What little they have shall be taken away from them

While it has not always been easy to feel sorry for Vladimir Meciar’s Movement for a Democratic Society, this week’s FOCUS poll offers yet another way in which insult has added to injury.  I have waited for some time for the results of the October FOCUS poll and when it did not come out around the end of October, I guessed that the firm had waited for things to settle down rather than conduct a poll during the collapse of a government.  Yesterday’s early release of November numbers seemed to confirm that, but a look at the actual FOCUS press release reveals that they /did/ conduct an October poll and simply did not release it during the turmoil.  So now we have yet another set of numbers.  For the most part these are nothing interesting, falling roughly in between the numbers for September and those for November, but in one case they are quite different: in October 4.7% of respondents opted for Meciar’s HZDS.  Does this mean anything?    Probably not, since the month before it got 3% and the month after it got 2.5%.  But the only reason it was ignored is that we did not get the October numbers until after we got the November ones which showed October to be simply an irrelevant blip.

I take two things from this:

First, I have commented frequently on the tendency of the Slovak press (and to be fair, the press of any country) to treat polls as if they are a real, actual indicator of political attitude rather than simply a sample that must be understood in context of other samples.   The Slovak press ignores blips only if they are clearly just that, but without context we have a harder time knowing whether they are simply a blip.  With context, we can make a better judgement.  Had I in October received the news of a 4.7% score for HZDS, I would have looked at the numbers and said a) This is at least a full point out of line for HZDS for FOCUS polls and a reversal of the trendline and b) all of the other polls are mixed, showing either a small rise or none at all.  I hope I would then have said, “this is probably a blip” and then taken the easy way out by saying “time will tell.”  Had the Slovak press received this news in October, I would not have been surprised to read a headline saying “HZDS back in the game” (though to be fair the article might have contained somewhere below the fold a quotation from one of the usual suspects of Slovakia’s political commentary that said “this is probably just a blip but time will tell.”)

Second, I take from this a sign that HZDS simply cannot get a break these days:  after months of irrelevance its one (in-retrospect meaningless) piece of good news, a story that might have helped its chances at election (by persuading some people that it had a chance at election) gets wiped out by a change of government.  Alas.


Beginning with the line that contains "Describe the element", print each line to the end of the data exactly. Omit the pictures.

== Dataset entries ==
[Start of section]
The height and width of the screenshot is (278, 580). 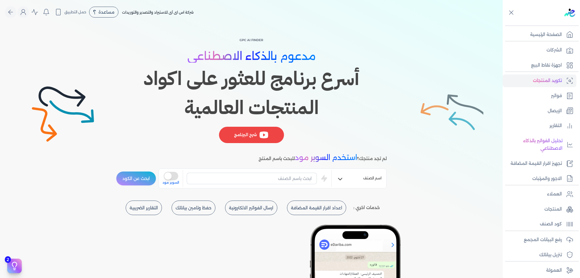 I want to click on p: المنتجات, so click(x=553, y=209).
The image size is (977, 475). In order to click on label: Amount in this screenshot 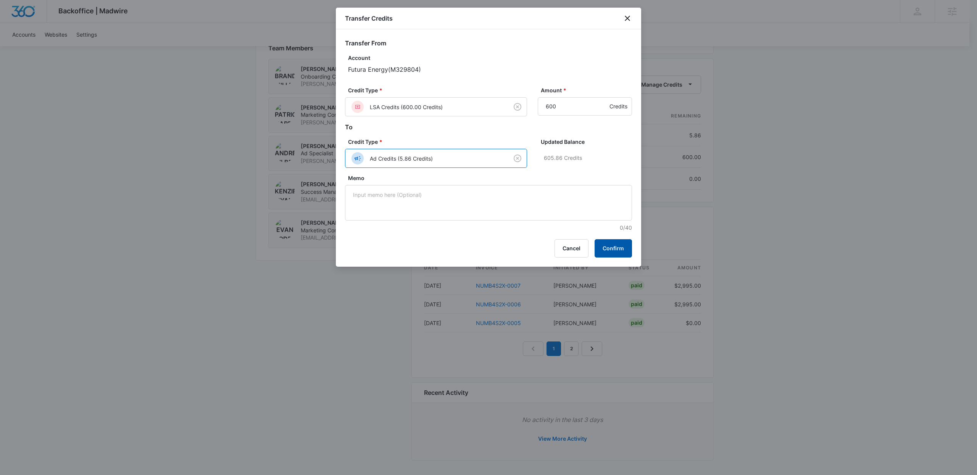, I will do `click(587, 90)`.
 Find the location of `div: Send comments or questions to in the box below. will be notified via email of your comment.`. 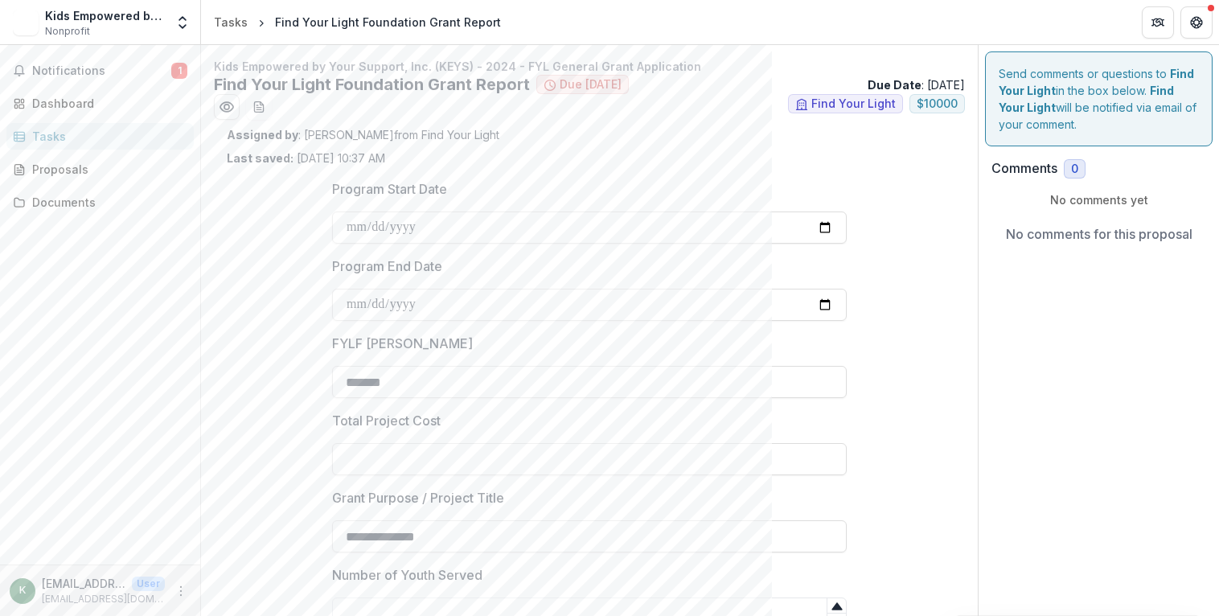

div: Send comments or questions to in the box below. will be notified via email of your comment. is located at coordinates (1098, 99).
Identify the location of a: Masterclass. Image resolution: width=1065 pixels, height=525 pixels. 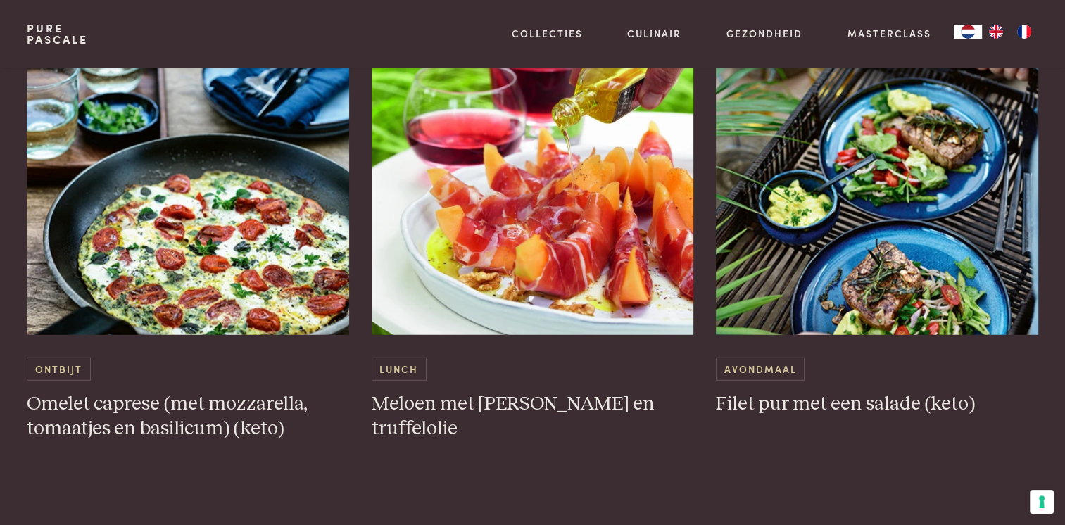
(889, 33).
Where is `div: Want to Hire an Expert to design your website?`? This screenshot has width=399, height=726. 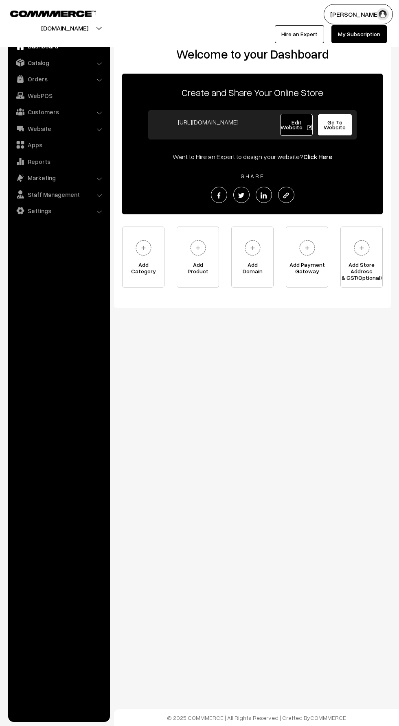 div: Want to Hire an Expert to design your website? is located at coordinates (252, 157).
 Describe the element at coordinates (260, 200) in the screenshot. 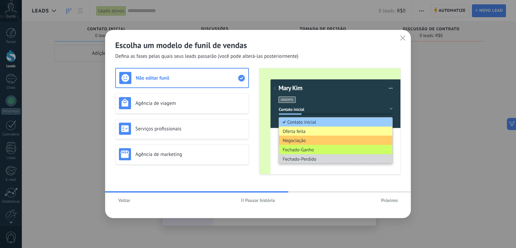

I see `span: Pausar história` at that location.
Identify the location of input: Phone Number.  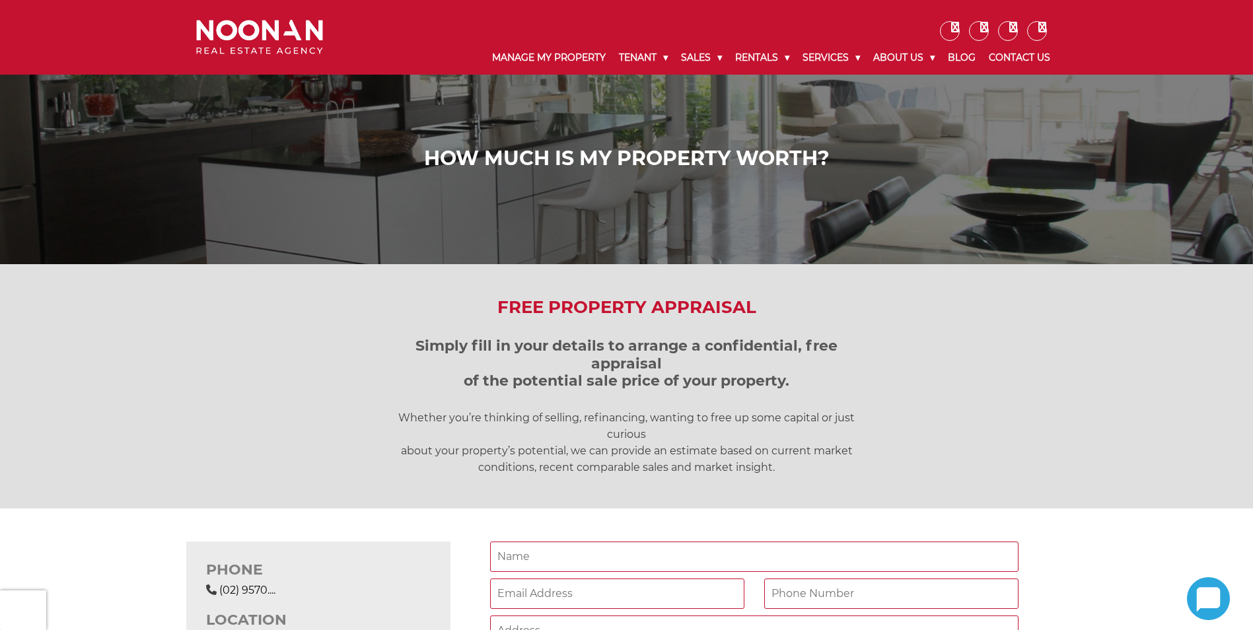
(891, 594).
[End of section]
== WRITTEN RESPONSE ==
 Describe the element at coordinates (260, 200) in the screenshot. 

I see `span: Pausar história` at that location.
Identify the location of input: Phone Number.  
(891, 594).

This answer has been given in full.